Meanwhile, something had to be done about Kashmir. There was unrest in the Army and even secular politicians felt that Kashmir, as a Muslim state, should form part of Pakistan. The Maharaja had begun to negotiate secretly with India and a desperate Jinnah decided to authorise a military operation in defiance of the British High Command. Pakistan would advance into Kashmir and seize Srinagar. Jinnah nominated a younger colleague from the Punjab, Sardar Shaukat Hyat Khan, to take charge of the operation.
Shaukat had served as a captain during the war and spent several months in an Italian POW camp. On his return he had resigned his commission and joined the Muslim League. He was one of its more popular leaders in the Punjab, devoted to Jinnah, extremely hostile to Liaquat, whom he regarded as an arriviste, and keen to earn the title of ‘Lion of the Punjab’ that was occasionally chanted in his honour at public meetings. An effete and vainglorious figure, easily swayed by flattery, Shaukat was a chocolate-cream soldier. It was the unexpected death of his father, the elected Prime Minister of the old Punjab, that had brought him to prominence. He was not one of those people who rise above their own shortcomings in a crisis. I knew him well: he was my uncle. To his credit, however, he argued against the use of irregulars and wanted the operation to be restricted to retired or serving military personnel. He was overruled by the Prime Minister, who insisted that his loud-mouthed protégé, Khurshid Anwar, take part in the operation. Anwar, against all military advice, enlisted Pathan tribesman in the cause of jihad. Two extremely able brigadiers, Akbar Khan and Sher Khan from the 6/13th Frontier Force Regiment (‘Piffers’ to old India hands), were selected to lead the assault.
The invasion was fixed for 9 September 1947, but it had to be delayed for two weeks: Khurshid Anwar had chosen the same day to get married and wanted to go on a brief honeymoon. In the meantime, thanks to Anwar’s lack of discretion, a senior Pakistani officer, Brigadier Iftikhar, heard what was going on and passed the news to General Messervy, the C-in-C of the Pakistan Army. He immediately informed Auchinleck, who passed the information to Mountbatten, who passed it to the new Indian Government. Using the planned invasion as a pretext, the Congress sent Nehru’s deputy, Sardar Patel, to pressure the Maharaja into acceding to India, while Mountbatten ordered Indian Army units to prepare for an emergency airlift to Srinagar.
Back in Rawalpindi, Anwar had returned from his honeymoon and the invasion began. The key objective was to take Srinagar, occupy the airport and secure it against the Indians. Within a week the Maharaja’s army had collapsed. Hari Singh fled to his palace in Jammu. The 11th Sikh Regiment of the Indian Army had by now reached Srinagar, but was desperately waiting for reinforcements and didn’t enter the town. The Pathan tribesman under Khurshid Anwar’s command halted after reaching Baramulla, only an hour’s bus ride from Srinagar, and refused to go any further. Here they embarked on a three-day binge, looting houses, assaulting Muslims and Hindus alike, raping men and women and stealing money from the Kashmir Treasury. The local cinema was transformed into a rape centre; a group of Pathans invaded St Joseph’s Convent, where they raped and killed four nuns, including the Mother Superior, and shot dead a European couple sheltering there. News of the atrocities spread, turning large numbers of Kashmiris against their would-be liberators. When they finally reached Srinagar, the Pathans were so intent on pillaging the shops and bazaars that they overlooked the airport, already occupied by the Sikhs.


WHAT YOU ARE ASKED TO DO
Retype exactly the lines from the one containing "Identify the location of img: Амгаланбаатар, ТӨГСЗАЯА." through the last line of the records below, including both, and leave out any pictures.

DATASET ENTRIES below:

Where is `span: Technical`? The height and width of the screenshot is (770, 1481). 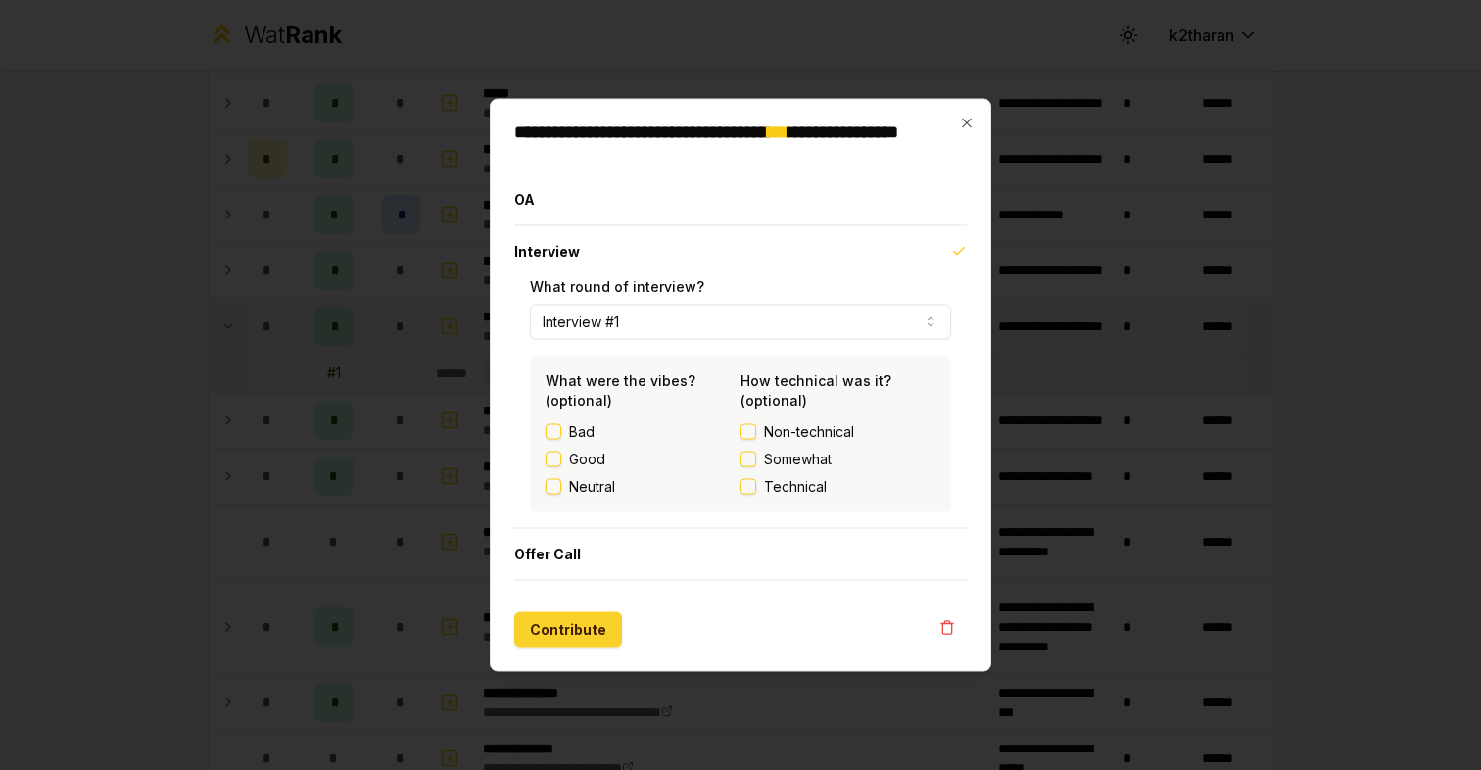
span: Technical is located at coordinates (795, 487).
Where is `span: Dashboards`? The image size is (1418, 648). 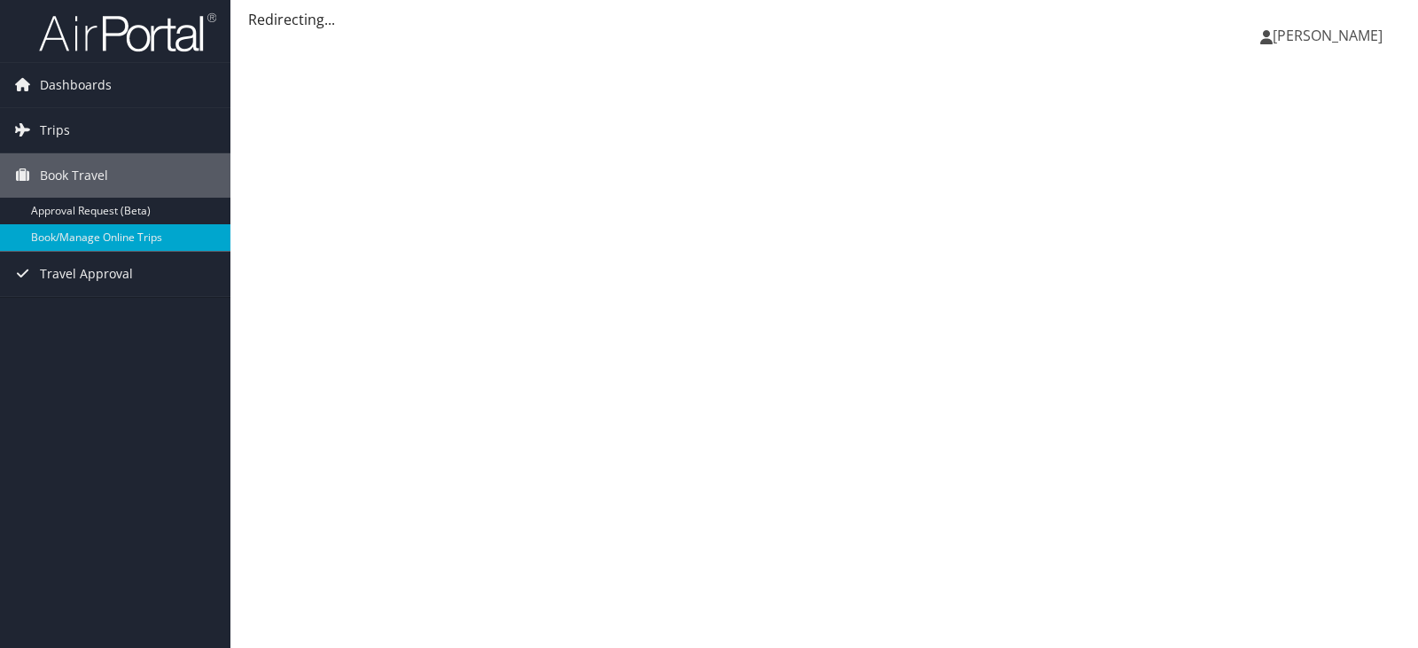
span: Dashboards is located at coordinates (75, 85).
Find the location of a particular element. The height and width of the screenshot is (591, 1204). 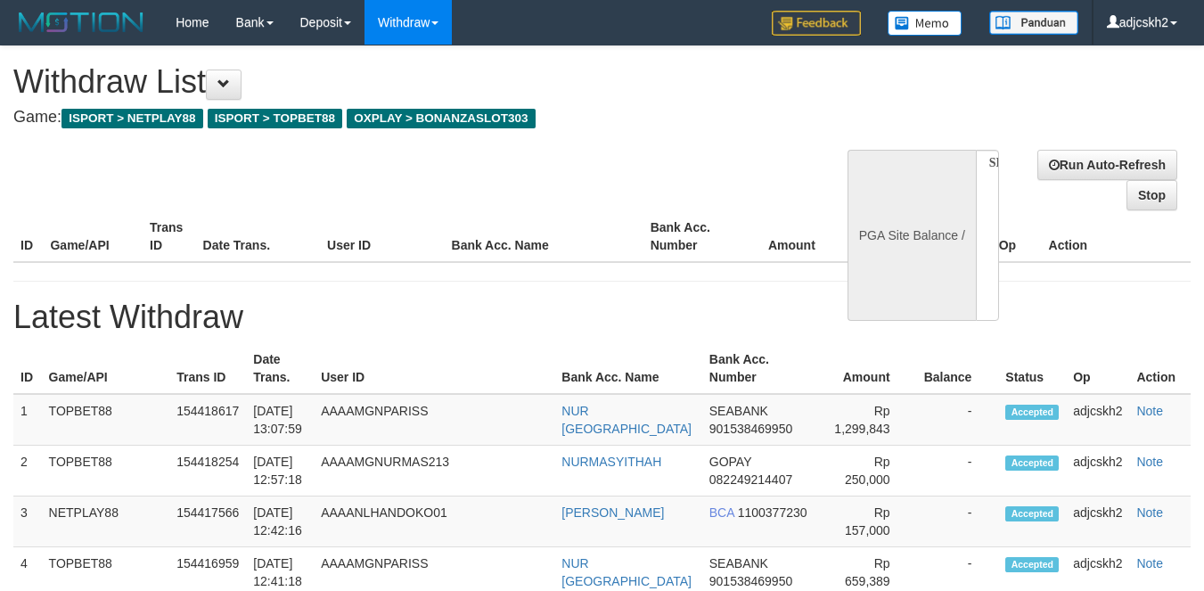

img: MOTION_logo.png is located at coordinates (81, 22).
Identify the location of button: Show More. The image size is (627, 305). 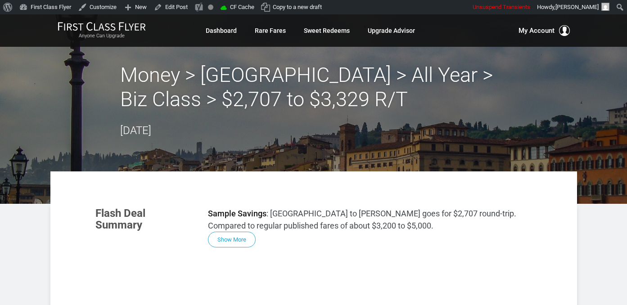
(232, 239).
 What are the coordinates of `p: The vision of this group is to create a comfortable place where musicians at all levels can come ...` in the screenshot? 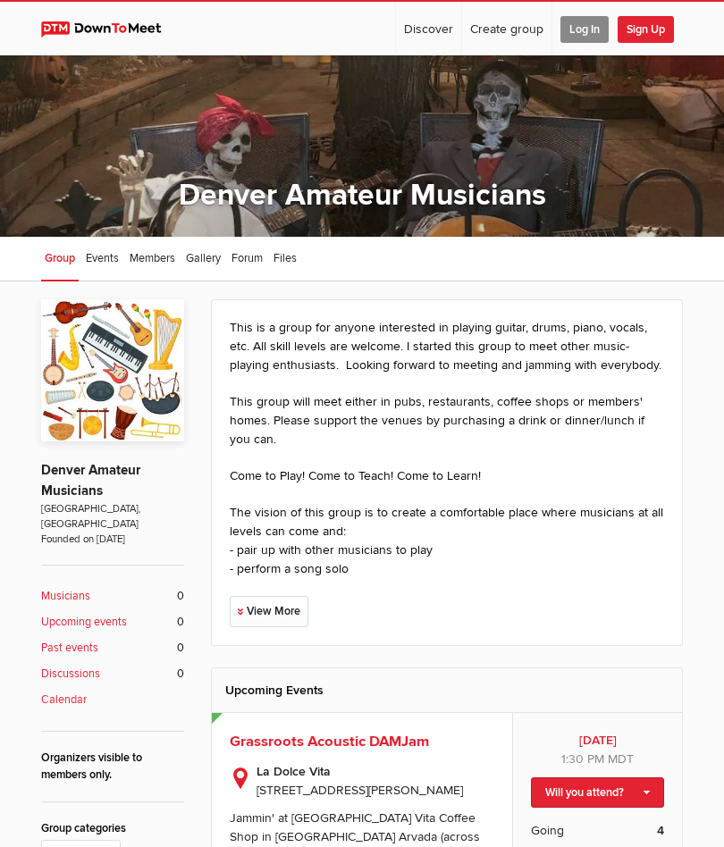 It's located at (447, 541).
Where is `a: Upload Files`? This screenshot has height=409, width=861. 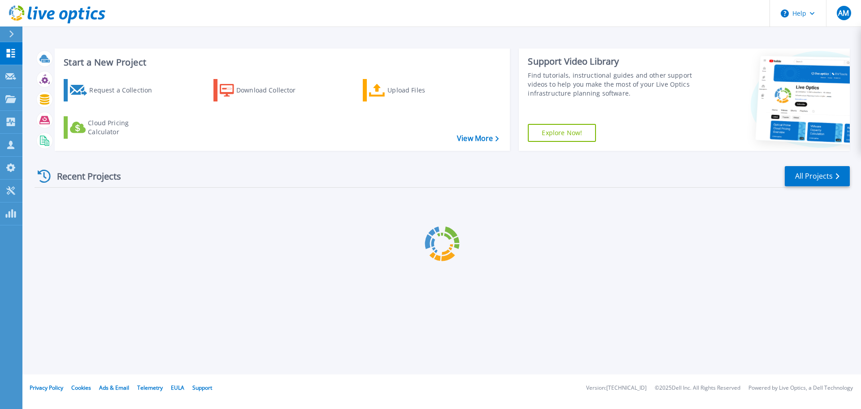
a: Upload Files is located at coordinates (413, 90).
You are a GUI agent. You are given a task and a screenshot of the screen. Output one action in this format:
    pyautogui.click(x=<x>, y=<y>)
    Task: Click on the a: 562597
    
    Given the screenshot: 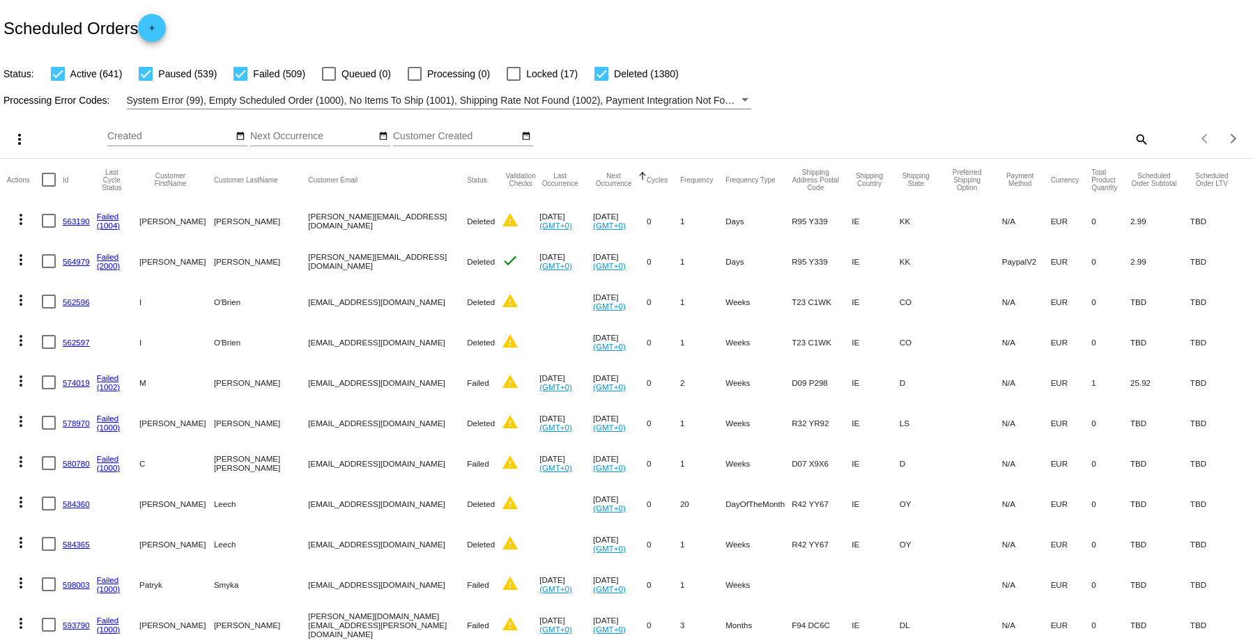 What is the action you would take?
    pyautogui.click(x=76, y=342)
    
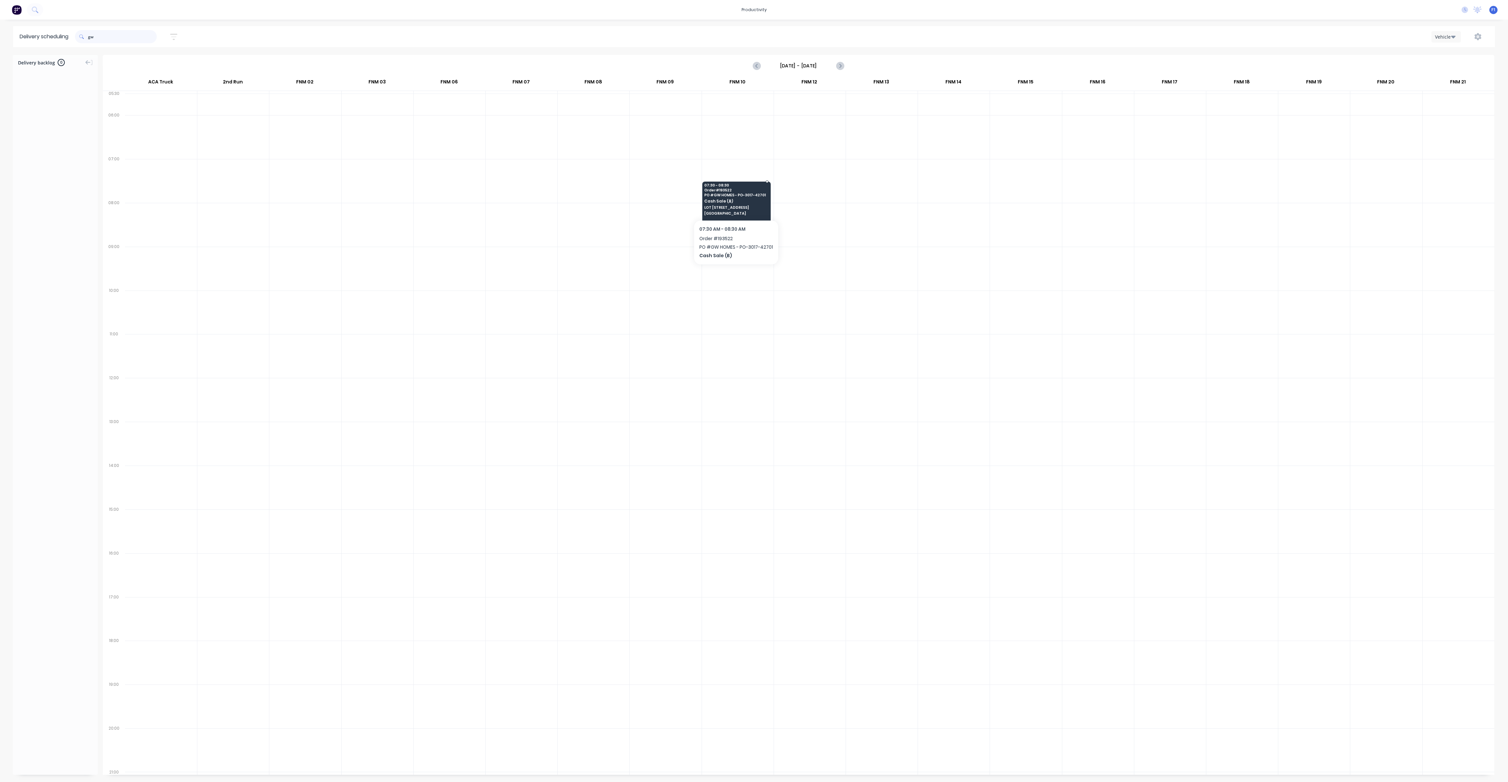 The height and width of the screenshot is (782, 1508). What do you see at coordinates (114, 528) in the screenshot?
I see `div: 15:00` at bounding box center [114, 528].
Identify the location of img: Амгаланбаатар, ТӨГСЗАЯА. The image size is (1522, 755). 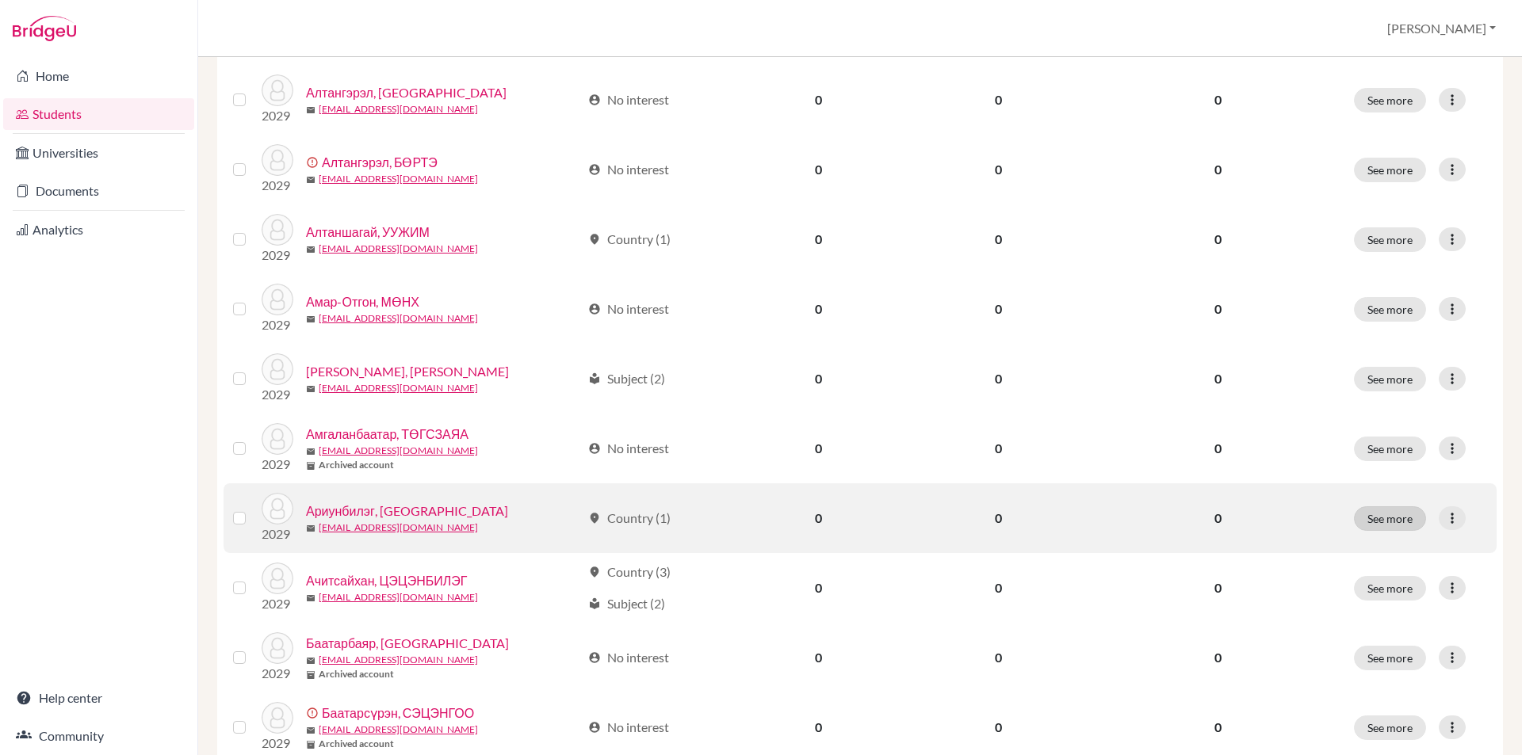
(277, 439).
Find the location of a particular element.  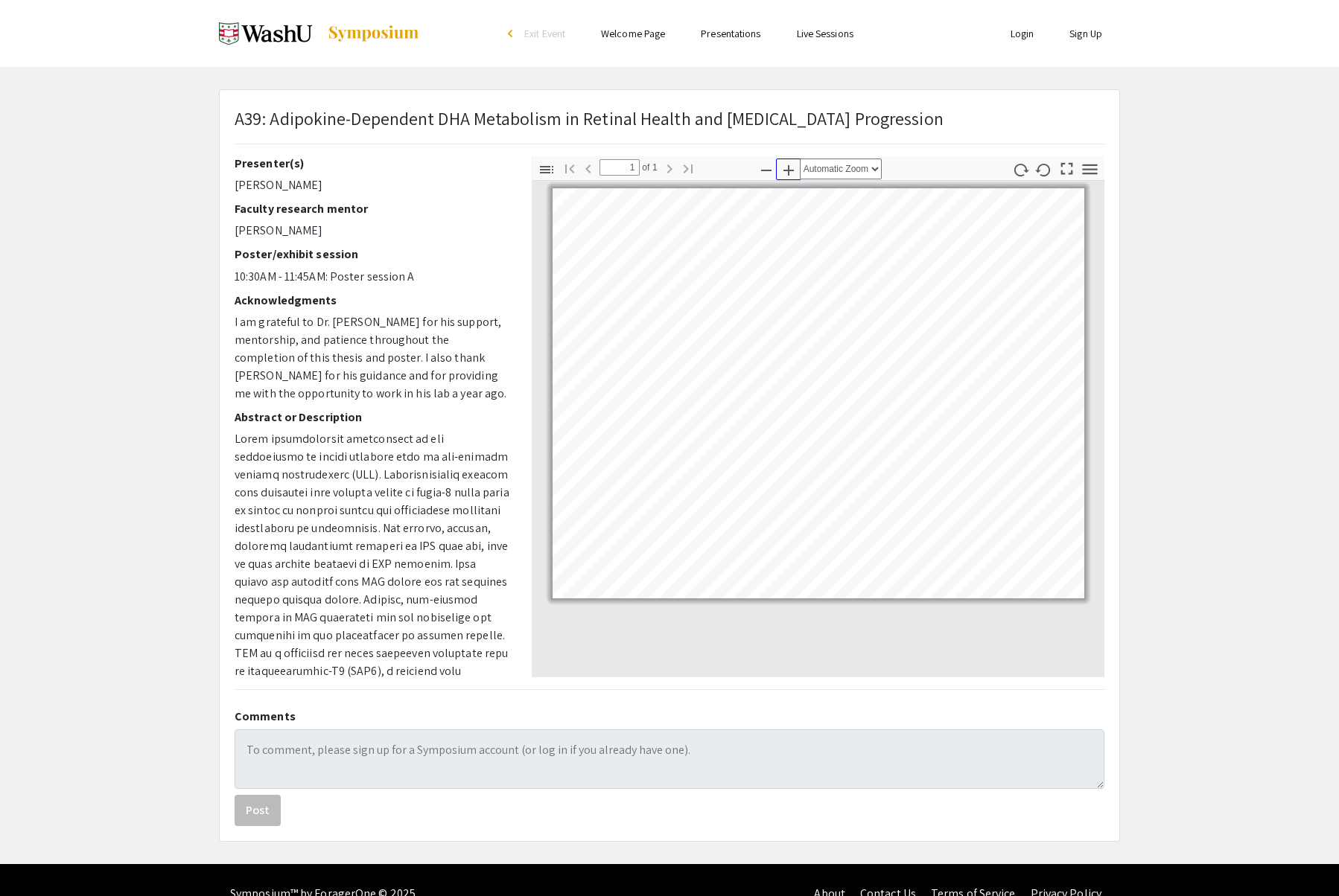

button: Go to Last Page is located at coordinates (688, 167).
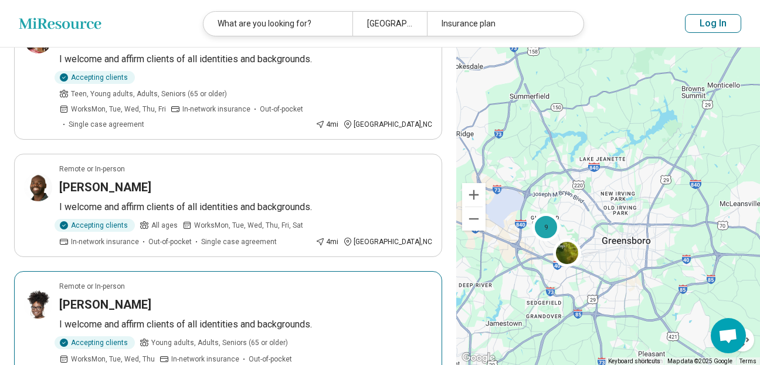 This screenshot has height=365, width=760. What do you see at coordinates (545, 227) in the screenshot?
I see `div: 9` at bounding box center [545, 227].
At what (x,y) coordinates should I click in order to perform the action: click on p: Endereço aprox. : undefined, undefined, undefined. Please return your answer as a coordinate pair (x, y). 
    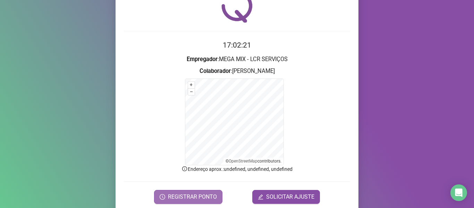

End of DATASET ENTRIES.

TASK ANSWER
Identify the location of img: Амгаланбаатар, ТӨГСЗАЯА. The image size is (1522, 755). 
(277, 439).
Find the location of a particular element.  

button: Go to Last Page is located at coordinates (688, 167).
 This screenshot has height=365, width=760. What do you see at coordinates (545, 227) in the screenshot?
I see `div: 9` at bounding box center [545, 227].
At what (x,y) coordinates should I click in order to perform the action: click on p: Endereço aprox. : undefined, undefined, undefined. Please return your answer as a coordinate pair (x, y). 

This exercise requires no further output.